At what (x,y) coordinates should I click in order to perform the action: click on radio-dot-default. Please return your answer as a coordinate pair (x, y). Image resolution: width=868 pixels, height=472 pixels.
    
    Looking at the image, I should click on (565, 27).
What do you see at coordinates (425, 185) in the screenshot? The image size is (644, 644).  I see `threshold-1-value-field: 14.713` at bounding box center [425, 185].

==

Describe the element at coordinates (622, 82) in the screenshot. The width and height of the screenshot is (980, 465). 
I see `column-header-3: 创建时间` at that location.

> **What is expected**: Would you please write out, exactly and with no other lines, the stretch of the listing above from the line containing "At what (x,y)" through the line containing "What do you"?

> **Response to this task**:
At what (x,y) coordinates should I click in order to perform the action: click on radio-dot-default. Please return your answer as a coordinate pair (x, y). Image resolution: width=868 pixels, height=472 pixels.
    
    Looking at the image, I should click on (565, 27).
What do you see at coordinates (425, 185) in the screenshot? The image size is (644, 644).  I see `threshold-1-value-field: 14.713` at bounding box center [425, 185].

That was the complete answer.